What do men want from a wife? Well, in the 17th century, based on the evidence in what Francesca Beauman claims is the world’s first lonely hearts ad, the answer is: hard cash. “A Gentleman about 30 Years of Age, that says he had a Very Good Estate, would willingly Match himself to some Good Young Gentlewoman that has a Fortune of 3000l. or thereabouts, and he will make Settlement to Content.”
That’s about US$480,000 in today’s money, and although Beauman raises the possibility that John Houghton, the publisher of the pamphlet in which this appeared (the prosaically titled A Collection for Improvement to Husbandry and Trade), may simply have made it up, for the next 100 years, the period in which matrimonial advertisements first flourished and multiplied, the list of desires and requests was dominated by financial rather than romantic considerations. Even by the standards of the day, however, this one from 1759 was extreme: “A young man wants a wife with two or three hundred pounds; or the money will do without the wife.” (Even more amazing is that this actually worked: He got the money.)
Beauman notes that the rise of the lonely hearts ad went hand in hand with the rise of the novel. It was, she says, “an entirely new form of text.” And it differed “from conventional forms of textual courtship, such as love poetry, in that it tended to be the man’s virtues that were the focus, rather than the woman’s.” Emerging just as Daniel Defoe published Robinson Crusoe (1719), Samuel Richardson Pamela (1740) and Henry Fielding Joseph Andrews (1742), lonely hearts ads offered, she says, “a new paradigm for fiction.” Both shared “a new-found focus on the individual” and enabled the reader “to peer into their private lives to find out what it is they want, need, crave.”
Perhaps what’s most surprising about these early ads is how little importance is placed on the physical. A “good physiognomy” or “pleasing figure” is about as far as the advertisers go (although one requests that the woman should be “of no bodily deformity”). The “shapely ankle preferr’d” of the title, from a 1770 advert, is, Beauman says, positively “risque.” By the end of the 1700s, romantic love had begun to replace commercial considerations (though not entirely: The Reading Mercury of 1798 records that, “To avoid extra expenses, Mr Surrell would wish to keep his wedding and harvest-home the same evening, which will be within fourteen days from the present date”). And women had begun to advertise, many with “pathetically low expectations about the sort of man they might hope to attract,” although one from 1787 prints her list of requirements, beginning with, “He must never drink above two bottles of claret or one of port, at a sitting, and that but three times a week.”
In fact, Beauman devotes almost half of this (not very long) book to the emergence of the genre in the 18th century, and this is where she’s at her strongest, although there are a couple of interesting forays into the 19th century, particularly the tale of one William Corder who, after brutally murdering one woman, found a new one through a matrimonial newspaper.
What this book isn’t, as the subtitle claims, is “A History of the Lonely Hearts Ad 1695-2010.” The 20th century is skipped over in a few pages; much of the information, Beauman acknowledges in the footnotes, comes from the research of HG Cocks, who explored the material in far more detail in his 2009 Classified: The Secret History of the Personal Column. He charted the rise of gay personal ads — Beauman offers a synopsis here — in which young men described themselves as “theatrical” or “unconventional,” leading to the 1921 trial of the publisher Alfred Barrett, who was charged with conspiring to corrupt public morals “by introducing men to men for unnatural and grossly indecent practices.”
On the subject of Internet dating, all Beauman has to offer is: “Almost all my single friends are currently engaged at some level or another in Internet dating, and rarely does a Sunday brunch go by without being regaled with tales of the latest disastrous date.” That’s it? Really?
Lots of original and interesting research has gone into this book; Beauman has scoured newspaper archives, and selected quirky and interesting snippets, mostly from the 18th century. But apart from her literary observations of this period, the narrative is patched together with glib evolutionary theory (“These ads encapsulate a central tenet of human mate choice: Men want a partner who is young”), glib ethnography (the Na people of China are the only “human society that has not made marriage in one form or another central to the way it is organized”) or glibber historical ones. There’s no thesis, no methodology, and although it’s “social history” written for a mainstream audience, it seems confused as to its intentions, and what it wants to prove. Worst of all is the ending, in which Beauman riffs freely on the subject of marriage. More specifically, “our” generation’s “continuing enthusiasm for marriage” exposes, she claims, “the powerful streak of optimism that resides within many of us.” Maybe, but is that what this book’s about? If so, I missed it.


## [What to produce]
Find the string "pixels" in the entries and copy each line that has it.

## [Dataset content]

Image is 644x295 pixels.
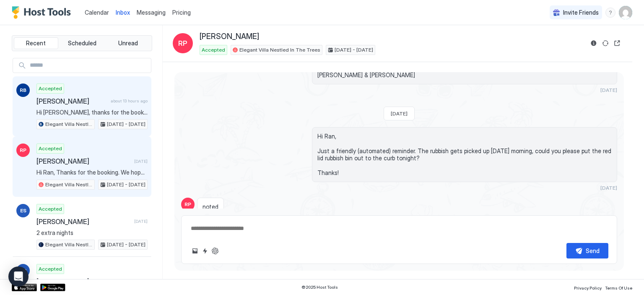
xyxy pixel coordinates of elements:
...
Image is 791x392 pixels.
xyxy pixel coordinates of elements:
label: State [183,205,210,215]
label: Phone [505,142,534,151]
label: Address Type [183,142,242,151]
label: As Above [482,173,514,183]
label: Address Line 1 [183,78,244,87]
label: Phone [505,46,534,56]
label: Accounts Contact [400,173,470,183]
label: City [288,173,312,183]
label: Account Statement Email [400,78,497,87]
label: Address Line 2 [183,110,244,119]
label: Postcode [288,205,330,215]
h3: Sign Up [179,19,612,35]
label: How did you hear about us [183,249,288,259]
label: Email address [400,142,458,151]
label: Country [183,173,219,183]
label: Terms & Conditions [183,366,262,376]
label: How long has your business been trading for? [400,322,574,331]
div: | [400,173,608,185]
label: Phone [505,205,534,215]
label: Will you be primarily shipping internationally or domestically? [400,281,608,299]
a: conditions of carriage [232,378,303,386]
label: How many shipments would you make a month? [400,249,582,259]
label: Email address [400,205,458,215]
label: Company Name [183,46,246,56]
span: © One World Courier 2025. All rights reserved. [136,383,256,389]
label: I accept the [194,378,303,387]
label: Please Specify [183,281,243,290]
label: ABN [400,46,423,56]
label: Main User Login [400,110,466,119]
==
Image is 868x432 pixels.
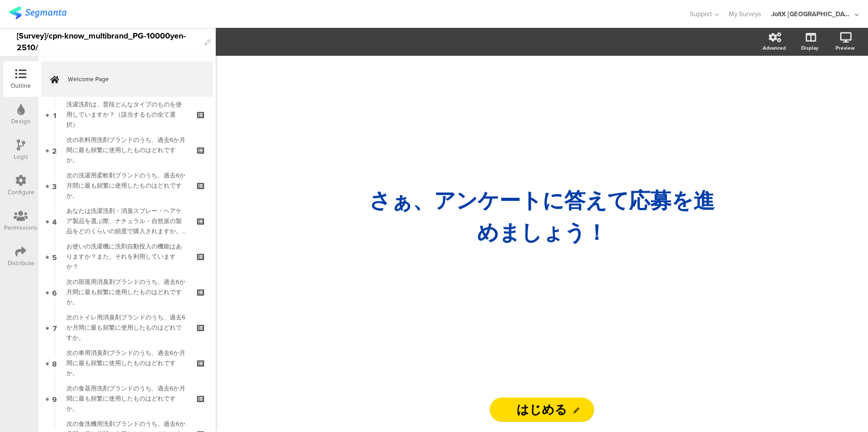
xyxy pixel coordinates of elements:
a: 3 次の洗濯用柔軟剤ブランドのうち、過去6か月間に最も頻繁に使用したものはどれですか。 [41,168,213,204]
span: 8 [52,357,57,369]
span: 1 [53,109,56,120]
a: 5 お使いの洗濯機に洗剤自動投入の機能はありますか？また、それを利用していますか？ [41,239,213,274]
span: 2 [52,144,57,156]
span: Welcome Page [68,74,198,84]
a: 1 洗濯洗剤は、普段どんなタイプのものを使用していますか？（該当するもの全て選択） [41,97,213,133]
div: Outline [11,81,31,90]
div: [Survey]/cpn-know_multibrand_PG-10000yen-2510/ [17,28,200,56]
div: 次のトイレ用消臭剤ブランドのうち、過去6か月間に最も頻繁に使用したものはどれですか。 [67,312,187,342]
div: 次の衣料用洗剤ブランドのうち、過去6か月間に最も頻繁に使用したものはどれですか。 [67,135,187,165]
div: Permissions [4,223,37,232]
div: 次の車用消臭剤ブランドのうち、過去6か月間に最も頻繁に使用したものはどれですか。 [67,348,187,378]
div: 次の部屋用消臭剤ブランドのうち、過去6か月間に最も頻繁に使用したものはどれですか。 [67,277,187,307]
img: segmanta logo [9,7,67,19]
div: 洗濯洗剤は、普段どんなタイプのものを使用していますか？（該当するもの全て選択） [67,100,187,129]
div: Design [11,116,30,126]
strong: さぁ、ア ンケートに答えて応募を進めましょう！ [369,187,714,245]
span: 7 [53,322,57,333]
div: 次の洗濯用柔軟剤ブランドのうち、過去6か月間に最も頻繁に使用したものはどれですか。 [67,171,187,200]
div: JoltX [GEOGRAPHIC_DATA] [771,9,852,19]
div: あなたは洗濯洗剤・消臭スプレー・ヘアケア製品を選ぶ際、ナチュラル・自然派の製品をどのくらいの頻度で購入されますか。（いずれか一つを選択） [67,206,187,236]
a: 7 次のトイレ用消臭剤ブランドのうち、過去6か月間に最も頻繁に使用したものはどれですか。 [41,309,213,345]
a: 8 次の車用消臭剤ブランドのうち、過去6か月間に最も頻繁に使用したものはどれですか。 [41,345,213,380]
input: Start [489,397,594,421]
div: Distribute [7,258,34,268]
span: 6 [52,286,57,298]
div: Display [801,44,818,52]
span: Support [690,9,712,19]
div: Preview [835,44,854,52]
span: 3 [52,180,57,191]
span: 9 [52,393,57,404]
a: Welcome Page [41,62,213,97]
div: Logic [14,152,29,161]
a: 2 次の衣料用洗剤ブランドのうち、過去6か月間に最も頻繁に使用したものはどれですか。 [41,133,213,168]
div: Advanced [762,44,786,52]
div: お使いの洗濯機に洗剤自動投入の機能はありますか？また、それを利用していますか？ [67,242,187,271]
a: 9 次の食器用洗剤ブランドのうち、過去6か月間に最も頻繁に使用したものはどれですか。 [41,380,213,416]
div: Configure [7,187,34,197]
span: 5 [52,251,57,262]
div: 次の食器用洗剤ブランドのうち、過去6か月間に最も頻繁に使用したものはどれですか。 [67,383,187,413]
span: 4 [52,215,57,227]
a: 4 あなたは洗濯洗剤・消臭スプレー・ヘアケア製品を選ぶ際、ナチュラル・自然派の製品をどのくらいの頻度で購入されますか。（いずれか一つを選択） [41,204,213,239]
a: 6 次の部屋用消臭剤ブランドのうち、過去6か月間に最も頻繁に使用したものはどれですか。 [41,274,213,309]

## [The completed task]
Image is 644x295 pixels.
Image is 791x392 pixels.
Image is 868x432 pixels.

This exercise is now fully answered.